Tenstorrent Unveils Next-Gen Servers for Fast Tokens, No Disaggregation Needed
The anti-disaggregation case for AI inference hardware just got its first real-world test.
Tenstorrent's Galaxy Blackhole servers — 32 chips per 6U rack-mount chassis, 23 petaflops of FP8 compute, starting at $110,000 per server — entered general availability Tuesday, with independent confirmation from The Register. The company's argument: the industry went the wrong direction by splitting AI inference across multiple specialized chips. Tenstorrent uses the same chips for all stages of AI work, and has now shipped the hardware to prove it.
The dominant approach, called disaggregation, uses different chips for different stages of AI computation. Nvidia pairs its GPUs with Groq chips for fast token generation. Google's TPUs and Amazon's Trainium chips take the same approach. The theory is sound: different AI tasks benefit from different chip designs. But Tenstorrent's argument is simpler: what if the theory is right but the problem is fake?
"The world is talking about specialized, specialized, specialized, and that should be terrifying them because as models change, that specialized hardware is not going to work," Jim Keller, Tenstorrent's CEO and a veteran chip designer best known for his work at AMD and Apple, told EE Times. "We build a big cluster of computers, and you can run LLM prefill and decode, video generation, agentic AI... we are anti-specialized."
On a four-node Galaxy Supercluster — four servers linked together, totaling 128 Blackhole chips — the company says it processed a 100,000-token prompt from the open-weight DeepSeek V3 model in under four seconds. For video generation, the same cluster delivered 720p footage faster than real-time, according to Tenstorrent. The company's highest-throughput inference mode, called Blitz Mode, supports context lengths up to 128,000 tokens and batch sizes between 8 and 64 simultaneous requests.
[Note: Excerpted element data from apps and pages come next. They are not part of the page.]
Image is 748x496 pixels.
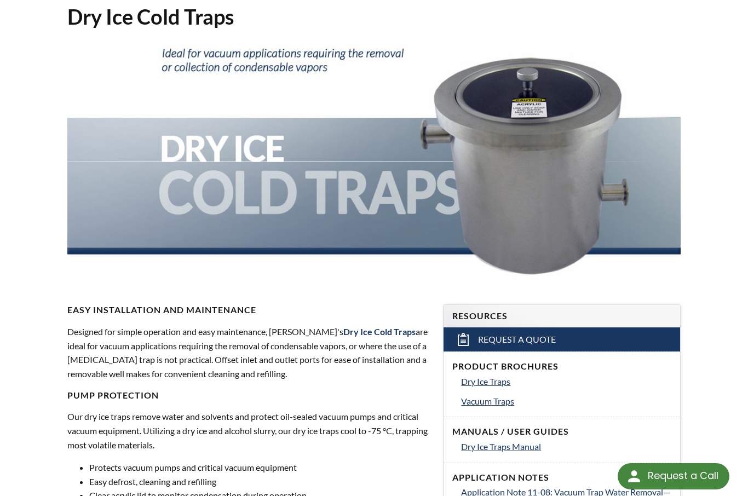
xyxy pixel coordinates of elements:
a: Dry Ice Traps Manual [461,440,671,454]
p: Designed for simple operation and easy maintenance, [PERSON_NAME]'s are ideal for vacuum applicat... [67,325,430,380]
span: Vacuum Traps [461,396,514,406]
strong: Pump Protection [67,390,159,400]
img: round button [625,468,643,485]
strong: Easy Installation and Maintenance [67,304,256,315]
div: Request a Call [618,463,729,489]
li: Easy defrost, cleaning and refilling [89,475,430,489]
a: Request a Quote [443,327,679,351]
h4: Product Brochures [452,361,671,372]
span: Dry Ice Traps [461,376,510,387]
span: Request a Quote [478,334,556,345]
h4: Manuals / User Guides [452,426,671,437]
h4: Resources [452,310,671,322]
div: Request a Call [648,463,718,488]
li: Protects vacuum pumps and critical vacuum equipment [89,460,430,475]
p: Our dry ice traps remove water and solvents and protect oil-sealed vacuum pumps and critical vacu... [67,410,430,452]
img: Header showing Dry Ice Cold Trap [67,39,680,284]
strong: Dry Ice Cold Traps [343,326,416,337]
a: Vacuum Traps [461,394,671,408]
h4: Application Notes [452,472,671,483]
h1: Dry Ice Cold Traps [67,3,680,30]
span: Dry Ice Traps Manual [461,441,541,452]
a: Dry Ice Traps [461,374,671,389]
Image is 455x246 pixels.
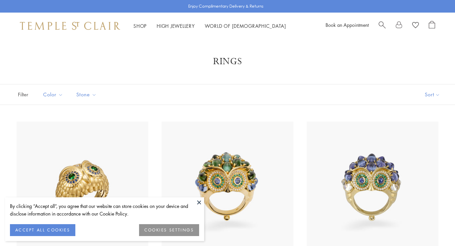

Sixteen Galaxy Blackhole servers are already installed at an Equinix data center in Ashburn, Virginia, the company said. Customers include Cirrascale, a cloud provider; AI&, a company founded by a former Tenstorrent executive in Japan; and Turiam, an image-as-a-service provider deploying up to 32 servers in India. The company expects to share more details at its TT-Deploy event on May 1.
The Register independently confirmed the hardware specifications and noted a gap in Tenstorrent's benchmark disclosures: the company has not published the batch sizes used in its token throughput tests. Batch size, how many inference requests a system handles simultaneously, dramatically affects measured throughput. Without that number, comparisons between Tenstorrent's 255 tokens per second figure, measured by EE Times, and the 350 tokens per second the company claims for its highest-throughput mode are difficult to evaluate against other systems. The Register also noted the Blackhole chip was quietly downgraded before launch.
Tenstorrent also claims roughly 80 to 90 percent of models downloaded from Hugging Face, a popular model repository, will run on its hardware without modification. The Register called this a significant claim worth testing directly. Running a model and running a model well are different things, and Tenstorrent's own benchmarks acknowledge the distinction.
The real question is whether the anti-disaggregation thesis survives contact with production workloads at scale. The industry went all-in on specialized chips because the theory was compelling and the vendors were loud. Tenstorrent is betting the physics of general-purpose compute are sufficient, and that the market's faith in disaggregation is vendor momentum dressed up as engineering necessity.
The TT-Deploy event on May 1 will tell us how much more there is to show.